You do realize that BETTER WEAPONS that are suited to the SMG role actually do exist and are fully utilized throughout the world?
Sig, HK, CZ are just three of many more manufactures that have dedicated SMGs for pistol caliber rounds.
CZ just released a civvy version of this the Scorpion. CZ is working to get approval to allow people to SBR it... which would be so badass... I can feel the drain on my wallet now....
Also having built two AR15s for myself there are parts that aren't compatible with a .223 AR such as the lower receiver (unless you buy a magwell adapter like some scrublord), upper receiver (the shell deflector needs to be moved for 9mm), bolt carrier group and buffer. The barrel and muzzy device are a given.
In the guns world, "better" is often a subjective term.
Many people favor the AR-15's SMG variant for one, very big reason:
Familiarity.
The AR-15 platform and most of its derivatives is one of the most well-known and often used gun platforms. At very least in the U.S, if not across several other countries.
What is easier? Teaching an entire division of the army how to hold, fire, arm, reload, disassemble, clean, fix and reassemble an entirely new weapons platform? Or just handing them something they already know inside and out and saying "Here, it's like the other gun, but with a smaller cartridge."
Military and enforcement and, well, anybody who uses firearms in a professional sense needs to know more than the basic "point it here and squeeze the trigger" bit. Any idiot can pick up a gun and shoot it with very little training. But to actually maintain and care for a firearm? To know what to do with it if you're on the field and suddenly it stops working? To know how to safely handle it and how to strip it down, or build it back up? That kind of stuff requires training. Lots of it.
I know that, at least here in Australia, our servicemen are expected to be able to disassemble, check, and reassemble their service rifles (which, for the record, look like
this) while
blindfolded. And they get timed doing it, to boot.

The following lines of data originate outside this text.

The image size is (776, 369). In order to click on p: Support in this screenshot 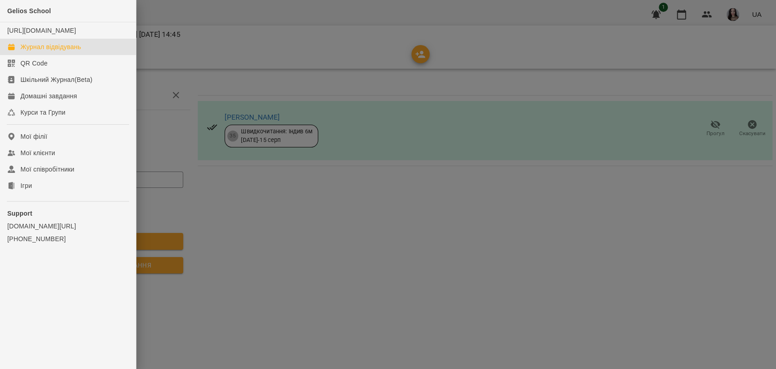, I will do `click(68, 213)`. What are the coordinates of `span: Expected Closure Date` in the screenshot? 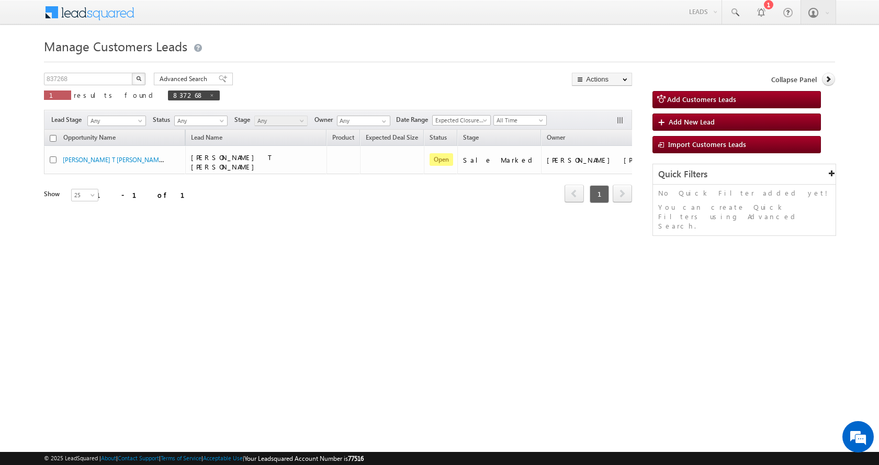 It's located at (460, 120).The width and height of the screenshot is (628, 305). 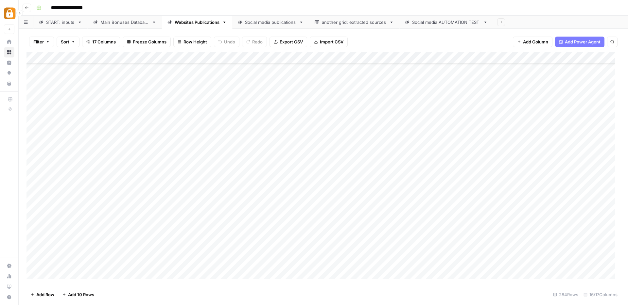 I want to click on div: START: inputs, so click(x=60, y=22).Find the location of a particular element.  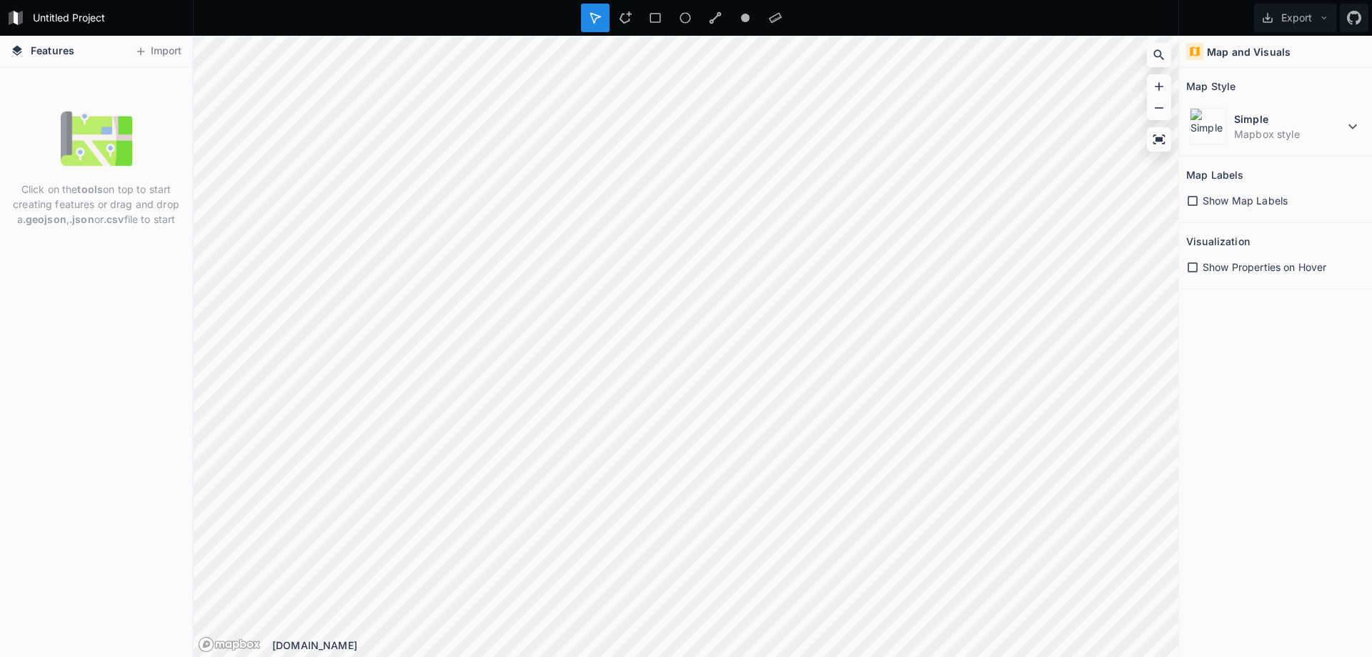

If you're a commanding officer in charge of handing out new weapons to your army, you can't just palm off something they've never used before and say "go wild, lads!" If the option is there to give them what they need (and yes, sometimes, they do specifically
need a 9mm cartridge in a carbine setup) then you damn well take that option because that's several weeks and a whole bucketload of money saved on time and training.